Martin Egblewogbe
God, looking at the world through a microscope
Sees man, looking back through a telescope
So are the small made large and the far brought near...
This is the first question:
Optical manipulation.
The Olde Satan, struck down in the original cosmic showdown
Re-emergent transmogrified by African Charismatics
Now appearing interminably in ancestral dreams and okro soup
requiring constant suppression in spiritual duels...
This is the second question:
Ethereal gunfights.
Man drifts in Religious Space
Wondering what is the meaning
Of Creation;
Wondering, wandering, stumbling:
Rebellion the sin of Satan
Disbelief the sin of Man
Both eternally disposed of in flame...
This is the third question:
Fire and Brimstone.
Now trapped within such delicate strangulating tendrils
Man within the web of society
Held behind bars of bigotry
Society against Man,
Willing the stake for those that seek escape:
Is it man for the law or the law for man...
This is the fourth question:
Who born dog?
But How We Must Hate Each Other
This is all a crisis of love
Is man an ape-man or an ape
White over black over black over white
The dog is a pet and the black man is an ape
And How We Hate Each Other
Our conversations are accentuated by carbines chattering
Ballot boxes and barrels of oil
Hard currency and harder drugs
Fists over knuckles descending in an endless dance of death
Oh We Hate Each Other
In this final crisis of humanity
Hidden knives flashing in smouldering anger
The prophet of god and the god of the prophet
The prophets of the gods and the gods of the prophets
But must these matters be resolved in blood
This is the fifth question:
What is the nature of hatred?
Each strophe bringing us closer to the soft underbelly of human civilization...
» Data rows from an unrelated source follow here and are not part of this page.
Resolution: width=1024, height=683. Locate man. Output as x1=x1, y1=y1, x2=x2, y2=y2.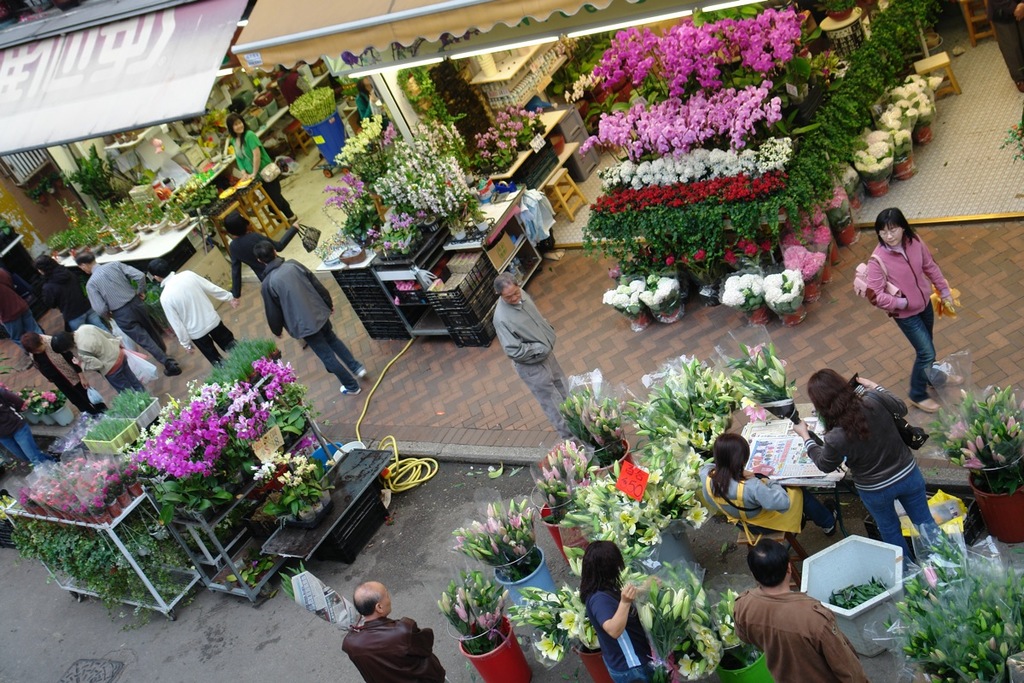
x1=340, y1=582, x2=447, y2=682.
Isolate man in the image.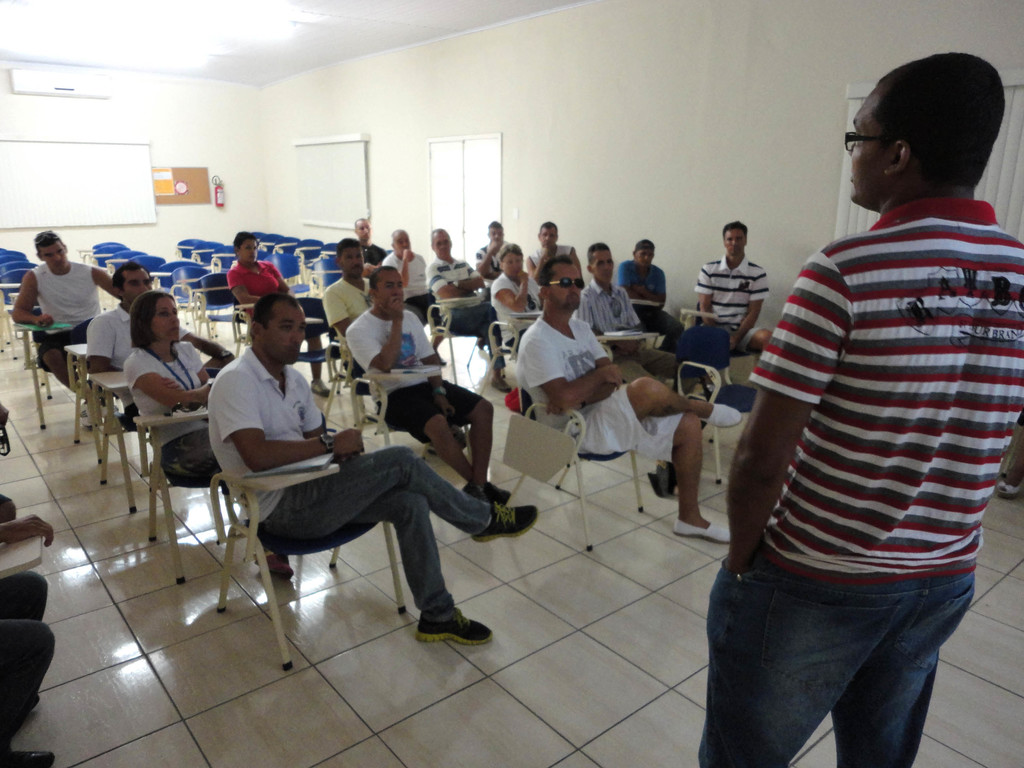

This is the sixth question:
To stab or to slash?
Martin Egblewogbe
Legon, Ghana.
A PLAY OF LIGHT
The content of the poem i must say is wonderfully created. reading it, i thought you have successfully touched on very essential issues that burdens us as humans. I liked the second quetion which leaves us very much helpless and doomed , because of our quest and continous quest for answers about the creation.
Re: a play of light
thanks for that one. This poem is part of a thematic set that I am currently working on. I am wondering about the state of humanity - why are we so bound up in the trite and allow the majestic things pass us by. I try and post another poem in the series, '...and this by candlelight'.